We’re working across a broad place partnership to try something complex and new. Alice has helped us draw in inspiration from elsewhere, think about challenges through many lenses and, importantly, she’s been crucial in helping people to imagine and believe in something better. Our work will make a difference, and Alice has been fundamental in that.
The creativity, teamwork, trust and joy in our project has made it one of the most enjoyable experiences in my career.”
What we’ve delivered
We’re just in the midst of delivering a whole host of tools and resources to go alongside the vision for the programme of Connection Catalysts. Most of this will be in a sharable format soon — Care City is hosting a space where it will all be brought together — and you can also see the full stories, designed up by Binoli Shah from our research activities here.
What we’ve learnt
/// Process over Service ///
How to deliver a process and an approach over a ‘service experience’ This feels like a lovely reconnection to I’ve done in the past (eek — way back) when I worked at thinkpublic who were instrumental is setting up and developing processes like EBCD where we were really trying to bring in design led processes and wrap them around any team or challenge or opportunity, who can use it to work together — as opposed to designing a specific service/experience to meet any challenge.

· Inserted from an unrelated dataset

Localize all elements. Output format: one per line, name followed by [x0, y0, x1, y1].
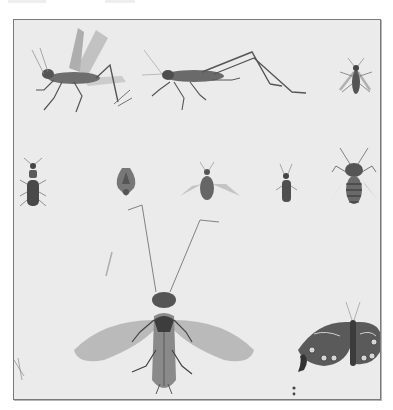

/// Radical Reimagining ///
We use this word radical a lot and when we speak to people about their dreams — they are not big asks — no one is asking us for holidays to The Bahamas — people have small and beautifully formed dreams that are often not far from their lives but feels it to them but are met by a system that cannot meet them and deliver them.
Such as:
* Someone to come for a swim with me
* Someone to meet for a cuppa
* Someone to help me get a ramp installed
* Someone to take me to the seaside
* Someone to give me a lift with my wheelchair to a local club
* Somewhere to find people and places I can meet others
* Somewhere to help me get out the house
/// Flipping a system from the bottom up through putting collaboration over competition///
Here we’re trying to bring the design process around a person. Diverse delivery teams getting together see how we can give people the tools they need to do the deeply bespoke and relational approach to supporting people to develop friendships, being brave to ask them to help and prevent them from staying in their cocoons for too long, and begin to imagine a very different life for themselves, they go on and support other people in the way only a community can.
It was a dream project for us — being given the trust and support in order to do our best work with connection, and all the things that matter when designing teams that have each other’s back and bring a range of voices and perspectives. If you are interested in learning more about how Alice & Binoli can be part of your design team or we can build our own to support your organisations next dream — do reach out.
We bring our inclusive, dementia, age-positive, community powered dementia, care, design to your project, or would like to think about how your organisation may like us to bring some design & innovation opportunities. We’d love to chat, we have capacity from now until the end of the end of July. Or after this we’ll have capacity from early September running through to next year.